One Nation leader Senator Pauline Hanson, who has been driving family law reform since her election in 2016, said the government’s new measures to secure unpaid child support risked ‘robo-debt’ style raids on wages, more parental conflict and an increase in domestic and family violence.
“I’ve faced this system and all of its horrors,” Senator Hanson said. “I know what it’s like being a single mum with no child support, and I know that ‘robo-debt’ style raids on parents’ wages will only push more parents to the brink. We could very well see more conflict, more unrest, more domestic violence and more suicides as a result of these punitive measures.
“Even if successful, the government’s tough measures will not even recover 10% of the child support debt pool,” Senator Hanson. “The government is tinkering around the edges of the broken child support system instead of implementing practical reforms to fix it and make it fair.”
Senator Hanson said she had secured a commitment from the Morrison Government to establish a taskforce to examine her recommendations to make the child support system fairer. The recommendations included:
• assessing net rather than gross incomes;
• ensuring payments did not leave parents with an income below $27,000 a year;
• assessing salaries on a 38 hour week;
• basing child support on the number of children at the time of separation and not on additional children to other partners;
• assessing residential costs individually;
• including Family Tax Benefit in assessing incomes;
• not including Workcover, TPI or superannuation payouts in assessable income; and
• having child support payments paid to a separate child support account, with the payee held to account for expenditure by Services Australia.

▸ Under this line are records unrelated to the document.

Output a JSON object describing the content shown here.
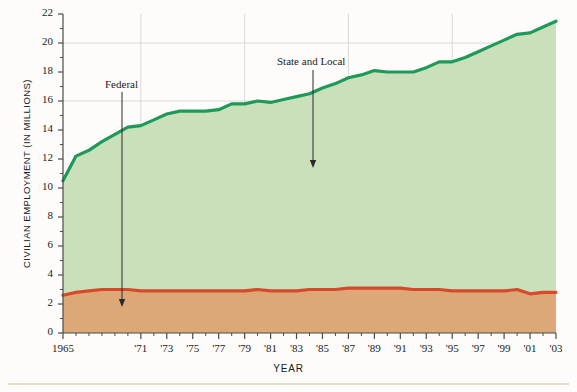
{
  "chart_data": {
    "type": "area",
    "title": "",
    "subtitle": "",
    "xlabel": "YEAR",
    "ylabel": "CIVILIAN EMPLOYMENT (IN MILLIONS)",
    "stacked": true,
    "grid": true,
    "legend_position": "inline-annotations",
    "xlim": [
      1965,
      2003
    ],
    "ylim": [
      0,
      22
    ],
    "ytick_step": 2,
    "ytick_labels": [
      "0",
      "2",
      "4",
      "6",
      "8",
      "10",
      "12",
      "14",
      "16",
      "18",
      "20",
      "22"
    ],
    "ytick_values": [
      0,
      2,
      4,
      6,
      8,
      10,
      12,
      14,
      16,
      18,
      20,
      22
    ],
    "xtick_labels": [
      "1965",
      "'71",
      "'73",
      "'75",
      "'77",
      "'79",
      "'81",
      "'83",
      "'85",
      "'87",
      "'89",
      "'91",
      "'93",
      "'95",
      "'97",
      "'99",
      "'01",
      "'03"
    ],
    "xtick_values": [
      1965,
      1971,
      1973,
      1975,
      1977,
      1979,
      1981,
      1983,
      1985,
      1987,
      1989,
      1991,
      1993,
      1995,
      1997,
      1999,
      2001,
      2003
    ],
    "minor_xticks": "every year 1965-2003",
    "gridline_x_values": [
      1971,
      1979,
      1987,
      1995
    ],
    "gridline_y_values": [
      16,
      20
    ],
    "x": [
      1965,
      1966,
      1967,
      1968,
      1969,
      1970,
      1971,
      1972,
      1973,
      1974,
      1975,
      1976,
      1977,
      1978,
      1979,
      1980,
      1981,
      1982,
      1983,
      1984,
      1985,
      1986,
      1987,
      1988,
      1989,
      1990,
      1991,
      1992,
      1993,
      1994,
      1995,
      1996,
      1997,
      1998,
      1999,
      2000,
      2001,
      2002,
      2003
    ],
    "series": [
      {
        "name": "Federal",
        "color": "#d8492a",
        "fill_color": "#dda878",
        "values": [
          2.6,
          2.8,
          2.9,
          3.0,
          3.0,
          3.0,
          2.9,
          2.9,
          2.9,
          2.9,
          2.9,
          2.9,
          2.9,
          2.9,
          2.9,
          3.0,
          2.9,
          2.9,
          2.9,
          3.0,
          3.0,
          3.0,
          3.1,
          3.1,
          3.1,
          3.1,
          3.1,
          3.0,
          3.0,
          3.0,
          2.9,
          2.9,
          2.9,
          2.9,
          2.9,
          3.0,
          2.7,
          2.8,
          2.8
        ]
      },
      {
        "name": "State and Local",
        "color": "#1e9959",
        "fill_color": "#c9e0bb",
        "values": [
          7.9,
          9.4,
          9.7,
          10.2,
          10.7,
          11.2,
          11.4,
          11.8,
          12.2,
          12.4,
          12.4,
          12.4,
          12.5,
          12.9,
          12.9,
          13.0,
          13.0,
          13.2,
          13.4,
          13.5,
          13.9,
          14.2,
          14.5,
          14.7,
          15.0,
          14.9,
          14.9,
          15.0,
          15.3,
          15.7,
          15.8,
          16.1,
          16.5,
          16.9,
          17.3,
          17.6,
          18.0,
          18.3,
          18.7
        ]
      }
    ],
    "totals": [
      10.5,
      12.2,
      12.6,
      13.2,
      13.7,
      14.2,
      14.3,
      14.7,
      15.1,
      15.3,
      15.3,
      15.3,
      15.4,
      15.8,
      15.8,
      16.0,
      15.9,
      16.1,
      16.3,
      16.5,
      16.9,
      17.2,
      17.6,
      17.8,
      18.1,
      18.0,
      18.0,
      18.0,
      18.3,
      18.7,
      18.7,
      19.0,
      19.4,
      19.8,
      20.2,
      20.6,
      20.7,
      21.1,
      21.5
    ],
    "annotations": [
      {
        "label": "Federal",
        "target_series": "Federal",
        "x_position": 1973,
        "text_x": 105,
        "text_y": 78,
        "arrow_x": 122,
        "arrow_top": 92,
        "arrow_bottom": 307
      },
      {
        "label": "State and Local",
        "target_series": "State and Local",
        "x_position": 1987,
        "text_x": 277,
        "text_y": 55,
        "arrow_x": 313,
        "arrow_top": 70,
        "arrow_bottom": 168
      }
    ],
    "colors": {
      "background": "#fdfcfa",
      "axis": "#4a4a4a",
      "gridline": "#d8d8d8",
      "text": "#1b1b1b",
      "bottom_rule": "#eadcc8"
    }
  }
}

“One Nation’s recommendations to Parliament’s family law inquiry have already helped our family law courts run more efficiently with less trauma for the families involved,” she said.
“Instead of chasing down a fraction of Australia’s child support debt and only make things worse, the Morrison Government should be prioritising meaningful reform to our broken child support system and implementing practical solutions that will make the system fairer and obviate the need for intrusive measures to recover payments.
“This move by the government is a disaster in the making. The government needs to listen to parents who’ve been through this system, not punish them.”